Kopaonik – it was beautiful and it still is

At the end of the eighties of the last century, Dr. Dragoslav Vasović briefly described a walk in our wonderful Kopaonik. Not much has changed from the point of view of visitors – lovers of nature and mountain challenges.

,,Whoever climbs Kopaonik once, wants to do it again. Among thousands of such, there was the head of our science, Josip Pančić, who climbed the Suvo Rudište for the sixteenth time, at the age of 72. He even wished that his remains rest eternally on the most beautiful Serbian panini. True, a lot of water flowed through the Samokovska River until grateful descendants laid the remains of a man who came from the Croatian coast to the Suvo Rudište in 1951 to brotherly help the establishment of natural sciences among Serbs. Then the highest peak in central Serbia was renamed Pančić’s peak – it got a new name after its new and eternal inhabitant.”

,,The first lady of Serbian poetry, Desanka Maksimović, could not resist the charms of Kopaonik, who left us notes about her visit to the villages strung along the Graševačka River. Of course not. Many people want to write poems when they see how this foaming river grabs and gurgles over a hundred beech trees, how it crowds numerous villages along the eastern slopes of Kopaonik, but also starts their watermills and drenches green gardens with winding gaps. If he already finds himself in this valley, which opens the easiest access from Rasina and Brus to the highest part of the mountain, the traveler feels the need to stop in Brzeć. Something confuses and sways him: he cannot immediately decide which side to take. If he turns left, he will soon reach Djerekare and Blaževo, whose landscapes resemble the most beautiful national parks in the Alps.”

,,If you continue straight towards Ravni Kopaonik, you will feel the need to immediately look at the panorama of Brzeć, a village crouching at the bottom of the valley, at an altitude of 1,100m. Both the village and the stream got their name from the fast water. It also gave birth to a kind of picture book, almost an emblem of the village: a dozen millstones, cut from wood, in the shape of a cube, with carts and winches visible from the road, squeezed between the village houses and barns. Broad canopies of dark green alder, old walnuts and occasional plums create shade over these streams, which an uninitiated observer would think are movie sets. And they are still grinding today.”,,When he leaves that image behind, the traveler starts to climb Srebrenac and Jaram. But climbing is not difficult for him because the road snakes through a shady forest – first beech, then spruce. After about ten kilometers, the forest gives way to bare limestone cliffs, and then to a carpet of grass. It is already a part of Ravni Kopaonik, from which the highest peaks of the mountain rise. Now the traveler gets confused again. He found himself in a mountain, and the scene is hardly mountainous. Neither is the mountain broken up by gorge valleys, nor do its highest points resemble peaks. The width of the undulating surface bursts before the eyes. If it wasn’t overgrown in places with a dense thicket of spruce and fir, it would be easily passable for off-road vehicles in all directions. From its upper edge, anyone can climb to Pančić’s peak or Gobelja, without much effort and special footwear, because they only need to climb about a hundred meters along gentle and grassy slopes. If one finds himself here in mid-August, the climbing becomes more pleasant for him because he can pick blueberries all the way up to the highest peaks. What kind of peaks are covered with blueberries instead of jagged, vertical and covered with spiers?”

,,The people saw these properties a long time ago and found a suitable name for the highest part of the mountain – Ravni Kopaonik. Thus, its highest part resembles a house with a flat roof: its sides are almost as steep as the walls, and the ends are level and very wide. Modern builders on both sides of the mountain have built serpentine asphalt roads. Nowhere in Serbia have such roads reached a height of 1,800m. No wonder: only in this high corner of Serbia has nature created a hiding place of its many charms. Man finds them here and throws his “lasso” at them in the form of a modern road, mining and tourist funiculars…”

Man has left his stamp on modern Kopaonik to this day, but nature still rules and surprises, with beauty and changes.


- _TASK DESCRIPTION_:
The number of lines with the string "ProfessionalHR" in the listing below is all that should be reported.

*** INFORMATION SHOWN ***

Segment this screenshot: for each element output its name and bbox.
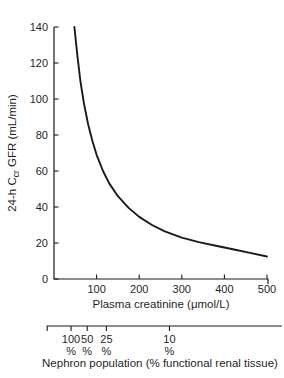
x-axis-title: Plasma creatinine (μmol/L) [92,298,229,310]
plot-spines [54,27,268,284]
y-tick-label: 80 [36,129,48,141]
nephron-axis-title: Nephron population (% functional renal t… [42,357,278,369]
y-tick-label: 140 [30,21,48,33]
x-tick-label: 100 [87,283,105,295]
nephron-tick-unit: % [82,345,92,357]
y-tick-label: 20 [36,237,48,249]
y-tick-label: 120 [30,57,48,69]
x-tick-label: 400 [215,283,233,295]
chart-canvas: 020406080100120140100200300400500 100%50… [0,0,284,378]
nephron-tick-unit: % [66,345,76,357]
nephron-tick-unit: % [102,345,112,357]
gfr-curve [74,27,267,257]
y-axis-title-suffix: GFR (mL/min) [6,94,18,170]
gfr-plasma-creatinine-figure: 020406080100120140100200300400500 100%50… [0,0,284,378]
nephron-tick-value: 10 [163,333,175,345]
axis-ticks [54,27,267,279]
nephron-tick-value: 50 [81,333,93,345]
y-tick-label: 60 [36,165,48,177]
y-tick-label: 40 [36,201,48,213]
gfr-curve-group [74,27,267,257]
x-tick-label: 500 [258,283,276,295]
y-axis-title: 24-h Ccr GFR (mL/min) [6,94,21,212]
x-tick-label: 300 [173,283,191,295]
nephron-tick-value: 25 [100,333,112,345]
nephron-axis-line [47,326,282,331]
nephron-axis: 100%50%25%10% [47,326,282,357]
y-tick-label: 0 [42,273,48,285]
nephron-tick-value: 100 [62,333,80,345]
y-axis-title-prefix: 24-h C [6,177,18,212]
axis-tick-labels: 020406080100120140100200300400500 [30,21,277,295]
x-tick-label: 200 [130,283,148,295]
y-tick-label: 100 [30,93,48,105]
axes [54,27,268,284]
nephron-tick-unit: % [165,345,175,357]
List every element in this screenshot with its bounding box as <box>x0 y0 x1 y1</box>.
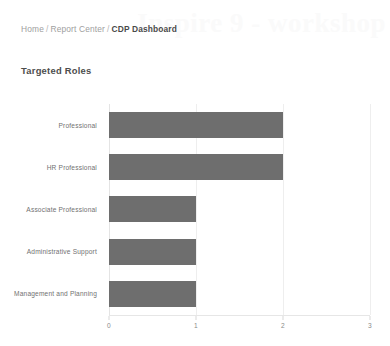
chart-x-tick-mark <box>283 316 284 320</box>
chart-plot-area <box>109 104 370 315</box>
chart-bar-band <box>109 146 370 188</box>
chart-bar[interactable] <box>109 154 283 180</box>
chart-bar[interactable] <box>109 196 196 222</box>
chart-x-axis-line <box>109 315 370 316</box>
page-root: Inspire 9 - workshop Home/Report Center/… <box>0 0 390 346</box>
chart-x-tick-label: 3 <box>368 322 372 329</box>
chart-value-axis: 0123 <box>0 322 390 336</box>
chart-category-label: Administrative Support <box>0 231 103 273</box>
chart-category-label: Management and Planning <box>0 273 103 315</box>
chart-category-axis: ProfessionalHR ProfessionalAssociate Pro… <box>0 104 103 315</box>
chart-x-tick-mark <box>370 316 371 320</box>
chart-category-label: HR Professional <box>0 146 103 188</box>
chart-x-tick-label: 2 <box>281 322 285 329</box>
chart-x-tick-mark <box>196 316 197 320</box>
chart-x-tick-mark <box>109 316 110 320</box>
targeted-roles-bar-chart: ProfessionalHR ProfessionalAssociate Pro… <box>0 0 390 346</box>
chart-bar-band <box>109 188 370 230</box>
chart-bar[interactable] <box>109 239 196 265</box>
chart-x-tick-label: 1 <box>194 322 198 329</box>
chart-bar[interactable] <box>109 112 283 138</box>
chart-x-tick-label: 0 <box>107 322 111 329</box>
chart-category-label: Professional <box>0 104 103 146</box>
chart-bar[interactable] <box>109 281 196 307</box>
chart-category-label: Associate Professional <box>0 188 103 230</box>
chart-gridline <box>370 104 371 315</box>
chart-bar-band <box>109 231 370 273</box>
chart-bar-band <box>109 273 370 315</box>
chart-bar-band <box>109 104 370 146</box>
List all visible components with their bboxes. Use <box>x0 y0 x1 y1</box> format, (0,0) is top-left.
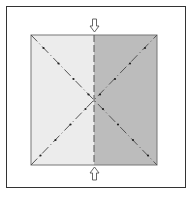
arrow-down-icon <box>90 19 99 32</box>
paper-right-half <box>94 35 157 165</box>
arrow-up-icon <box>90 167 99 180</box>
paper-left-half <box>31 35 94 165</box>
origami-diagram <box>0 0 195 197</box>
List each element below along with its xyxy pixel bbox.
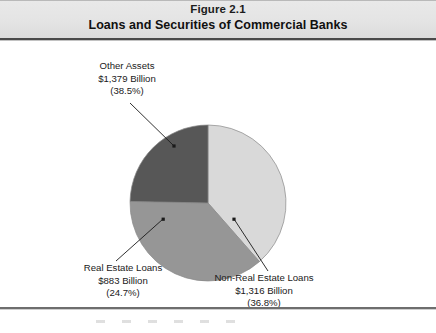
- leader-dot-real-estate-loans: [162, 218, 165, 221]
- pie-label-non-real-estate-loans-name: Non-Real Estate Loans: [186, 272, 342, 285]
- leader-dot-other-assets: [172, 144, 175, 147]
- pie-label-real-estate-loans-name: Real Estate Loans: [48, 262, 198, 275]
- leader-dot-non-real-estate-loans: [232, 218, 235, 221]
- pie-label-other-assets: Other Assets $1,379 Billion (38.5%): [62, 60, 192, 98]
- figure-number: Figure 2.1: [0, 2, 436, 17]
- figure-header-band: Figure 2.1 Loans and Securities of Comme…: [0, 0, 436, 38]
- pie-label-real-estate-loans: Real Estate Loans $883 Billion (24.7%): [48, 262, 198, 300]
- pie-label-other-assets-percent: (38.5%): [62, 85, 192, 98]
- pie-label-real-estate-loans-value: $883 Billion: [48, 275, 198, 288]
- scan-artifact-strip: [0, 310, 436, 333]
- pie-label-non-real-estate-loans-value: $1,316 Billion: [186, 285, 342, 298]
- header-text-group: Figure 2.1 Loans and Securities of Comme…: [0, 2, 436, 33]
- pie-label-non-real-estate-loans: Non-Real Estate Loans $1,316 Billion (36…: [186, 272, 342, 310]
- header-top-hairline: [0, 0, 436, 1]
- pie-label-other-assets-name: Other Assets: [62, 60, 192, 73]
- pie-label-other-assets-value: $1,379 Billion: [62, 73, 192, 86]
- figure-container: Figure 2.1 Loans and Securities of Comme…: [0, 0, 436, 333]
- pie-label-real-estate-loans-percent: (24.7%): [48, 287, 198, 300]
- figure-title: Loans and Securities of Commercial Banks: [0, 17, 436, 33]
- leader-line-other-assets: [130, 103, 174, 146]
- pie-slice-real-estate-loans: [130, 125, 208, 203]
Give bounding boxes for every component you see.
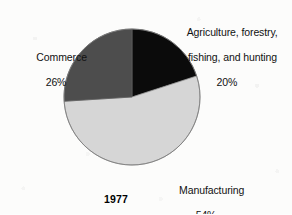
slice-value-commerce: 26%: [14, 76, 98, 89]
chart-year-label: 1977: [104, 193, 128, 205]
slice-label-manufacturing-name: Manufacturing: [179, 184, 244, 196]
slice-value-manufacturing: 54%: [160, 209, 252, 215]
slice-label-commerce: Commerce 26%: [14, 38, 98, 113]
slice-label-agriculture-line2: fishing, and hunting: [188, 51, 277, 63]
slice-label-agriculture-line1: Agriculture, forestry,: [187, 26, 278, 38]
pie-chart-figure: Agriculture, forestry, fishing, and hunt…: [0, 0, 292, 214]
slice-value-agriculture: 20%: [176, 76, 278, 89]
slice-label-commerce-name: Commerce: [36, 51, 87, 63]
slice-label-manufacturing: Manufacturing 54%: [160, 171, 252, 214]
slice-label-agriculture: Agriculture, forestry, fishing, and hunt…: [176, 13, 278, 113]
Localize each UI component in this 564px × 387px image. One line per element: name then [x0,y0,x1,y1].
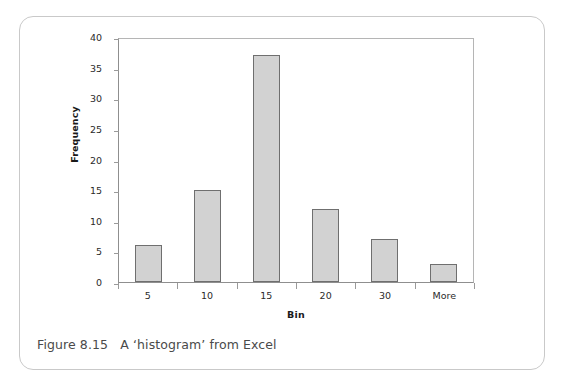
y-axis-tick-label: 5 [76,248,102,258]
y-axis-tick-label: 10 [76,217,102,227]
bar-slot [178,39,237,282]
x-axis-tick-label: 10 [177,290,236,301]
x-axis-tick-label: More [415,290,474,301]
x-axis-tick-mark [237,283,238,289]
x-axis-title: Bin [118,309,474,320]
plot-area [118,38,474,283]
y-axis-tick-mark [114,39,119,40]
x-axis-tick-mark [474,283,475,289]
x-axis-tick-label: 5 [118,290,177,301]
x-axis-tick-label: 20 [296,290,355,301]
figure-caption: Figure 8.15 A ‘histogram’ from Excel [37,337,277,352]
y-axis-tick-labels: 0510152025303540 [76,33,102,283]
y-axis-tick-label: 0 [76,278,102,288]
x-axis-tick-label: 15 [237,290,296,301]
y-axis-tick-mark [114,223,119,224]
x-axis-tick-mark [296,283,297,289]
figure-card: Frequency 0510152025303540 510152030More… [19,16,545,370]
y-axis-tick-mark [114,253,119,254]
bar[interactable] [430,264,457,282]
y-axis-tick-mark [114,100,119,101]
x-axis-tick-mark [415,283,416,289]
bar-slot [355,39,414,282]
figure-page: Frequency 0510152025303540 510152030More… [0,0,564,387]
y-axis-tick-mark [114,192,119,193]
bar-slot [119,39,178,282]
y-axis-tick-label: 15 [76,186,102,196]
histogram-chart: Frequency 0510152025303540 510152030More… [20,17,546,327]
x-axis-tick-mark [177,283,178,289]
y-axis-tick-mark [114,162,119,163]
y-axis-tick-label: 35 [76,64,102,74]
y-axis-tick-mark [114,70,119,71]
bar[interactable] [253,55,280,282]
x-axis-tick-marks [118,283,474,289]
x-axis-tick-labels: 510152030More [118,290,474,301]
bar[interactable] [194,190,221,282]
y-axis-tick-label: 40 [76,33,102,43]
y-axis-tick-label: 20 [76,156,102,166]
bar-slot [414,39,473,282]
bar[interactable] [135,245,162,282]
x-axis-tick-mark [118,283,119,289]
bar[interactable] [371,239,398,282]
y-axis-tick-label: 25 [76,125,102,135]
y-axis-tick-label: 30 [76,95,102,105]
y-axis-tick-mark [114,131,119,132]
bar[interactable] [312,209,339,283]
bar-slot [237,39,296,282]
bar-slot [296,39,355,282]
x-axis-tick-label: 30 [355,290,414,301]
bar-series [119,39,473,282]
x-axis-tick-mark [355,283,356,289]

*** End of INFORMATION SHOWN ***

- _OUTPUT BELOW_:
2